The honest framing: it's another integration to configure, and it's only as good as the knowledge you connect to it. On cost, Macha bills per AI action — any automated step it takes, drafting, tagging, routing, or resolving — not per closed conversation, because most automation isn't a clean "resolution," it's work done along the way. If your bottleneck is the volume of repetitive questions hitting the widget, that's the line where a built-in bot's single-source answers stop scaling. You can try it free — 7-day free trial, no credit card required.
Frequently asked questions
How do I turn on the Zendesk Web Widget? On modern accounts you turn on messaging, which includes a Web Widget. Go to Admin Center → Channels → Messaging and social → Messaging → Manage settings, then click Turn on messaging for your account. Your Web Widget then appears on the Messaging page, ready to configure and install.
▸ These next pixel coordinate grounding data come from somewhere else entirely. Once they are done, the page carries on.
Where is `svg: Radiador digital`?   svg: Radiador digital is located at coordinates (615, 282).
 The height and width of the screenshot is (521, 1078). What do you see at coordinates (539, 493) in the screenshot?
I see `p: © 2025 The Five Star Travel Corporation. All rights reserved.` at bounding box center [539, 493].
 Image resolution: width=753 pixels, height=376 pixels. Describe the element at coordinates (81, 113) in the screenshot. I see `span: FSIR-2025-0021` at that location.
Where do I find the Web Widget installation code? Open your widget on the Messaging page (Admin Center → Channels → Messaging and social → Messaging → click the widget name), scroll to the Installation section, expand it, and click the Copy icon on the JavaScript snippet.
Where do I paste the Zendesk widget snippet? Just before the closing </body> tag on every page where you want the widget. The easiest way to cover the whole site is to add it to a shared template or footer — WordPress theme footer, Shopify's theme.liquid, or a Google Tag Manager Custom HTML tag set to All Pages.
Why isn't my Zendesk Web Widget showing up? Most often the snippet is only on one page instead of a shared template, it was pasted in the <head> and ignored, a cache/CDN is serving an old page, or a browser ad/script blocker is hiding it. Test in a fresh incognito window and check several pages.
Do I need to add code to my Zendesk Help Center? No. In the widget's Installation section, check Automatically embed Web Widget in your Help Center and click Save. The widget appears on all Help Center pages — provided your Help Center is already created and activated.
What's the difference between this and the Web Widget (Classic)? The messaging Web Widget is the modern, conversational widget Zendesk provisions today; Classic is the older component-based one, available only on accounts created before June 5, 2023. Both install via an embed snippet, but Zendesk recommends messaging. See the Web Widget explained for the full comparison.
The bottom line
Adding the Zendesk Web Widget is two jobs. First, in Zendesk: turn on messaging (Admin Center → Channels → Messaging and social → Messaging → Manage settings → Turn on messaging), open the widget, and configure its Basics, Style, and Responses. Second, on your site: expand the Installation section, copy the JavaScript snippet, and paste it just before </body> on every page — via your WordPress footer, Shopify theme.liquid, or a GTM Custom HTML tag — or let Zendesk auto-embed it in your Help Center. Then test in an incognito window across a few pages. For the concepts behind all of this — Classic vs. messaging and what the widget can do — see the Zendesk Web Widget explained.
Installation steps verified against Zendesk's official documentation, June 2026. Zendesk updates its product periodically — confirm labels in your own account before relying on them.